401(k) savers who get advice get higher returns
People who sought help earned 3% more: study
written by Andrea Coombes
SAN FRANCISCO (MarketWatch) — Retirement savers who sought investing advice through their 401(k) plan enjoyed a median annual return almost 3% higher than those who didn’t — even after the fees they paid for that advice, according to a new study.
Investors who looked for help online at their 401(k) plan website, enrolled in a managed account, or had at least 95% of their savings invested in a target-date fund were categorized as “seeking help,” according to the study of eight large 401(k) plans with more than 425,000 participants and $25 billion in assets, by Aon Hewitt, a consulting firm, and Financial Engines, an investment advisory firm.
That 3% difference adds up over time. Based on the median annual returns noted in the study, a 45-year-old who sought help on how to invest his $10,000 would have $71,400 after 20 years — versus just $42,100 for the person who invested the same amount but didn’t seek help.
The portfolios of people who didn’t get help suffered from “inappropriate risk levels and inefficient portfolios,” according to the report. While people who asked for help were likelier to move into less-risky investments as they aged, people who didn’t seek help were likelier to increase the risk level in their portfolio when they were in their 30s, and to stick with riskier investments even into their 60s, according to the report.
People who didn’t seek help made other mistakes, too, said Wei Hu, director of financial research at Financial Engines. For instance, they were “trying to market-time, panicking at the end of 2008 and then missing the recovery of 2009,” he said.
All of the employer plans studied offer participants access to all three forms of help, and all of the employers are clients of both Aon Hewitt and Financial Engines. The study covered the period 2006 through 2010.
More seek help — but 70%don’t
Thirty percent of 401(k) participants tapped into one of the three forms of advice, up from 25% in 2009 — but that increase is at least partly due to more employers automatically enrolling workers into target-date funds.
And that means 70% of people aren’t looking for advice through their plan.
Keep in mind, too, that one of the forms of help in the study is defined as having the bulk of your 401(k) savings in a target-date fund — but some of those products were roundly criticized after the 2008 downturn for maintaining relatively large stock allocations even for people on the verge of retirement.
Target-date funds work well for younger participants, said Pamela Hess, director of retirement research at Aon Hewitt. “But I do worry as folks get closer to retirement, there’s no way a target-date fund can work for everyone [because] they’re so different. Is their spouse working? Do they have a pension plan? When will they retire?”
The study found that managed accounts — where a professional adviser makes the investment decisions — performed slightly better than the other two types of advice, even after the fees charged for that help, but Hu cautioned that the 18 basis-point difference in median return for the managed accounts versus the median return for all three types of help together was not statistically significant.
“We did have enough data to say that managed accounts ... versus all help together, did slightly better over this time period,” Hu said. “But these are fairly imprecise calculations, and these are different forms of help that ultimately serve different people.”
The type of help sought varied by age, with younger participants with smaller account balances gravitating towards target-date funds (and, at some companies, automatically enrolled in those funds), while people closer to retirement were likelier to seek more personalized investment advice through a managed account.
Younger participants with large account balances preferred getting their advice via online tips and tools, according to the study.
More savers are getting access to advice in their 401(k) plan, especially those who work at large companies: 81% of such companies offer target-date funds, up from 71% in 2009; 37% offer online advice, up from 32% in 2009; and 29% offer managed accounts, up from 11% in 2007, according to a separate Aon Hewitt study of 500 employers.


PROMPT: Copy whichever lines of the data hold the word "Code".

RECORD EXCERPTS:
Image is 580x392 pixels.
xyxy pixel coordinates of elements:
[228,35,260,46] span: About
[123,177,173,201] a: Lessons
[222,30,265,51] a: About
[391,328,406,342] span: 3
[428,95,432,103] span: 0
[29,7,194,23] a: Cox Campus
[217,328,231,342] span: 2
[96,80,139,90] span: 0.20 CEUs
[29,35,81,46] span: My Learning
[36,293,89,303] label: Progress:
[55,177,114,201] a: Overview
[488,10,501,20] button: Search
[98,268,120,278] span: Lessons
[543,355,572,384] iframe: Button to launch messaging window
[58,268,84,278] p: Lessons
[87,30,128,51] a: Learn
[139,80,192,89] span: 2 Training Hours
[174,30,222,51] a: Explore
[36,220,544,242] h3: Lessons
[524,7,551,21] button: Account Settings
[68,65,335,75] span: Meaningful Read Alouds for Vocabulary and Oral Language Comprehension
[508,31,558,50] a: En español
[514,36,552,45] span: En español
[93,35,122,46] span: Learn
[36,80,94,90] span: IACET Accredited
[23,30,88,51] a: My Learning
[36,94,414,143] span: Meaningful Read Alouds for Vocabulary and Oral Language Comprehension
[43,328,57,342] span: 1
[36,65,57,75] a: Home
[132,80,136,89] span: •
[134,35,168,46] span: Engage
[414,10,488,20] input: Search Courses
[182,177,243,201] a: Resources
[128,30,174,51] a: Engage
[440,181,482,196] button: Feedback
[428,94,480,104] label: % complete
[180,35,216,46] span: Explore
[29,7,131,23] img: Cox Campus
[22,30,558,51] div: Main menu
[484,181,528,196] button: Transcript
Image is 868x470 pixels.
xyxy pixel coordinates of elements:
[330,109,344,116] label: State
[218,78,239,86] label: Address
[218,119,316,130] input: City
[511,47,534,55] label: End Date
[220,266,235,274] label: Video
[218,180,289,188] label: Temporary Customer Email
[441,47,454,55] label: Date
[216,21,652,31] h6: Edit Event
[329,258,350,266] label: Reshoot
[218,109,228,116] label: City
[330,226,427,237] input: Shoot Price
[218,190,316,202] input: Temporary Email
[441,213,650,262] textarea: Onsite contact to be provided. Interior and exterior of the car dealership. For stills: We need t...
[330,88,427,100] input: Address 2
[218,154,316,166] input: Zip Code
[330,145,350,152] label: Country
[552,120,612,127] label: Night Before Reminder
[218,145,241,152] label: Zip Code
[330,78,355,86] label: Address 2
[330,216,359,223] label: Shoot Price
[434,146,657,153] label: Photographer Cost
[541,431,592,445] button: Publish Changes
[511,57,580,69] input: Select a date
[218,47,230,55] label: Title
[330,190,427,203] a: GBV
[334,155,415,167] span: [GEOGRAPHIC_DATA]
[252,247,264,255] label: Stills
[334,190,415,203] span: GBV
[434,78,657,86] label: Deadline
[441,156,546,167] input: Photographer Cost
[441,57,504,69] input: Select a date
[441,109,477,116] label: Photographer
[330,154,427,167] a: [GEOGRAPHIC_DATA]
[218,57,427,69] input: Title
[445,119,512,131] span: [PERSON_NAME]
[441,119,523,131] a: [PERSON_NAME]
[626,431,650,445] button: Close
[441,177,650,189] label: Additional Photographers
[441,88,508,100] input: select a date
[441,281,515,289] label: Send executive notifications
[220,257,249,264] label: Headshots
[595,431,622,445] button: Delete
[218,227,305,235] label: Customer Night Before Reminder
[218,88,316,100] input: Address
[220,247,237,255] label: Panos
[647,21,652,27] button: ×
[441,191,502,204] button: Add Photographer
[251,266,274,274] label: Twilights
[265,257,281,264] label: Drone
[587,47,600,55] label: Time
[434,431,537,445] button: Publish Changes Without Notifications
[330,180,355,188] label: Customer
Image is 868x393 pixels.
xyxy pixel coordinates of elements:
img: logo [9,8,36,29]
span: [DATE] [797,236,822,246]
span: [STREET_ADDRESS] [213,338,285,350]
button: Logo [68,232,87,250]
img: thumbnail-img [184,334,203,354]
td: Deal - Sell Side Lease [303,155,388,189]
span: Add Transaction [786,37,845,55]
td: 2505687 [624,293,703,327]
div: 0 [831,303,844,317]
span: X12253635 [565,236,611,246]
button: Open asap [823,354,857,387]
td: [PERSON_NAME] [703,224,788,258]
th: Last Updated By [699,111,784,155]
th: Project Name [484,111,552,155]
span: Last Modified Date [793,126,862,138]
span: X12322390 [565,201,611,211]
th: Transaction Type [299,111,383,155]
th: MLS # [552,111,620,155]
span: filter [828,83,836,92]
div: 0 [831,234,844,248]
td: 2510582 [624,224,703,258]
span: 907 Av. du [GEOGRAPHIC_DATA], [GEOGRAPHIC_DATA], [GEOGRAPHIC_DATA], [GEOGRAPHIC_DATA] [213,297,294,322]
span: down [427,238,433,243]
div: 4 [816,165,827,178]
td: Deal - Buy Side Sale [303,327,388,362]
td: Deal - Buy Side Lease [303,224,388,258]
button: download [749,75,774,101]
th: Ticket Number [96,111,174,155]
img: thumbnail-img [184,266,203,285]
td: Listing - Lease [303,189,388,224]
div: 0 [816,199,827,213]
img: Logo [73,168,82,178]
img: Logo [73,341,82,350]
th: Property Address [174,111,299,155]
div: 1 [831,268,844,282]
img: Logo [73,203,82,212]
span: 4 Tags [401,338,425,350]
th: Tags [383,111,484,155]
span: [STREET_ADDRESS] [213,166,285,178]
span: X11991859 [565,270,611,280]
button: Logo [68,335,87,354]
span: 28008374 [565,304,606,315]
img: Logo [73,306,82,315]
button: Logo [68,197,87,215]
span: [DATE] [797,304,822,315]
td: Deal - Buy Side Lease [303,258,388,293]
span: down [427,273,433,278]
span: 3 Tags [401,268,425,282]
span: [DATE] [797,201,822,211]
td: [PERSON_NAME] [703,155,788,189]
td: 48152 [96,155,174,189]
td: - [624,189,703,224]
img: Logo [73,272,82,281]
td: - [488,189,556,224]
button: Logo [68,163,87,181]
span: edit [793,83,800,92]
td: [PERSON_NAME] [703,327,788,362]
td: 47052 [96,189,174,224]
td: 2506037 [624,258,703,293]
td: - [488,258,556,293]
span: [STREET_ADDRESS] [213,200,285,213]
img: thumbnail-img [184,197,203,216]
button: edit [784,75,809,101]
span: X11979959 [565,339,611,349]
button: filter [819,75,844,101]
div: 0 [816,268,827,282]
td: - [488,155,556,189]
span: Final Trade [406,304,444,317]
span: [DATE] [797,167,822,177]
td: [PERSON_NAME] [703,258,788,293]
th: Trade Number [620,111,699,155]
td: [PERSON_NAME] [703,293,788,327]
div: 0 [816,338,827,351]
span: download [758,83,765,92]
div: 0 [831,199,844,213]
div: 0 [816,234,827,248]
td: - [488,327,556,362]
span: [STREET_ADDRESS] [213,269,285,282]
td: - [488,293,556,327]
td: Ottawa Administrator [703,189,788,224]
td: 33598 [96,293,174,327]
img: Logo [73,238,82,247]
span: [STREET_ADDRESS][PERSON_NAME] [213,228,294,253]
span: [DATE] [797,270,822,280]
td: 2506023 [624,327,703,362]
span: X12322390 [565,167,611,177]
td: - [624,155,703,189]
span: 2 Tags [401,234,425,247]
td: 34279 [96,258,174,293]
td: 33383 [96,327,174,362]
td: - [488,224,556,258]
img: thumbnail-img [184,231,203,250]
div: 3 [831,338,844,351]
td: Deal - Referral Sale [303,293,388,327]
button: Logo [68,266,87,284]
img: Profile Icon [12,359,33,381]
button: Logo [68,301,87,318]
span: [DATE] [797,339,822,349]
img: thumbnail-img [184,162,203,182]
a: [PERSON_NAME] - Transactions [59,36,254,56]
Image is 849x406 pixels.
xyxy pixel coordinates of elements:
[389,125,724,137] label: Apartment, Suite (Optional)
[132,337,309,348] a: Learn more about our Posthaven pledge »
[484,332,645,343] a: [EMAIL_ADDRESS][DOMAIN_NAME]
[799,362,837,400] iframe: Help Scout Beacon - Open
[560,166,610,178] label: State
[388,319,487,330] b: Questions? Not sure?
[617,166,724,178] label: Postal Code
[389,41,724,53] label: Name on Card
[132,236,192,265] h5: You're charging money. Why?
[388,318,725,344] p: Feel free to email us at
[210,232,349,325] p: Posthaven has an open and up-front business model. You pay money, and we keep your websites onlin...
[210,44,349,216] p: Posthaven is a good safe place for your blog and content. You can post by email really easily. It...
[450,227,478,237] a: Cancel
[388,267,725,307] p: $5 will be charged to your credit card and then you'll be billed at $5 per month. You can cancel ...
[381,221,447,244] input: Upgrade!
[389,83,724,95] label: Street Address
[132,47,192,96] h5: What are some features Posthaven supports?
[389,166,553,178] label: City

SOLUTION TO THIS PROBLEM:
[218,154,316,166] input: Zip Code
[218,145,241,152] label: Zip Code
[617,166,724,178] label: Postal Code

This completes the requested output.